Scholars have long speculated about the identity of those scoundrels. The literal answer is that they’re the weasels and stoats who in chapter 11 swarm out of their dank, rooty realm, break into Toad Hall and trash the place. Reading biographically, it’s impossible to overlook the fact that in 1903 Grahame was ambushed in his office at the Bank of England and shot at by a madman with a gun. The fact that the would-be assassin identified himself as a socialist placed him firmly on the side of chaos, along with the anarchists, suffragettes and the increasingly belligerent Kaiser. For a mid-Victorian like Grahame, it must have felt as if the world was coming undone.

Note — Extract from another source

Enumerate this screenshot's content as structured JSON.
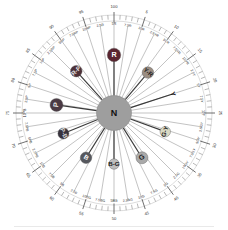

Yet, as Peter Hunt stresses in this elegant account of the genesis of The Wind in the Willows, Grahame’s life had always been more precarious than you might think. Following his mother’s early death in 1864 and with a father lost to drink, five-year-old Kenneth was taken from his native Edinburgh and deposited at his maternal grandmother’s house near Marlow. It was during that stay on the banks of the Thames that the boy gathered the materials with which he would later build his happy place. Still, insists Hunt, it’s crucial that we should see the narrative of The Wind in the Willows for what it is – not so much gently recuperative as anxiously stagnant. For what has actually changed by the end? Toad Hall has been returned to its bombastic owner, the defeated stoats and weasels slink back to the Wild Wood and the four heroes are free to continue planning their picnics. This isn’t growth, merely a return to stasis.

Lacking funds to go to Oxford, Grahame was placed as a “gentleman clerk” at the Bank, where he rose to the top. Oxford, however, remained Grahame’s personal riverbank, which is why when he died in 1932 he left all his copyrights to the Bodleian. His widow, an enthusiastic booster of the book’s origin myths, gave the library many other documents concerned with the making of the masterpiece. It is from these rich holdings that Hunt has extracted some fascinating images to accompany his short text, all beautifully produced by the Bodleian’s publishing arm. Here are original story letters to Alastair, in which the bedtime tales are fleshed out and written down. There’s also the spine of the first edition showing Toad in his dandyish motoring gear, and some wonderful plates to remind us of EH Shepard’s genius for getting Grahame’s oddly proportioned world into a coherent and charming visual form.

There remains, though, one puzzle about Hunt’s book. In interviews he has trenchantly suggested that Grahame was homosexual, that young Alastair had been profoundly emotionally damaged from birth, and that The Wind in the Willows is a coded manifesto for communal gay living. Yet none of these intriguing possibilities is developed here. Instead, we are left with odd little hints – the fact that Grahame’s earliest literary work appeared in the “decadent” Yellow Book, whose first art editor was Aubrey Beardsley, or, again, that Grahame left the bank suddenly in 1908 under a cloud. Hunt has suggested he was sacked because he had been outed, but here his sudden departure remains a mystery. Over a century since its publication, is it possible that the notion that The Wind in the Willows emerged from painful adult ambivalence – rather than the charming ways of toads in trousers – is still considered too touchy for general consumption?• The Making of the Wind in the Willows is published by Bodleian Library Publishing. To order a copy for £12.99 go to guardianbookshop.com or call 0330 333 6846. Free UK p&p over £10, online orders only. Phone orders min p&p of £1.99.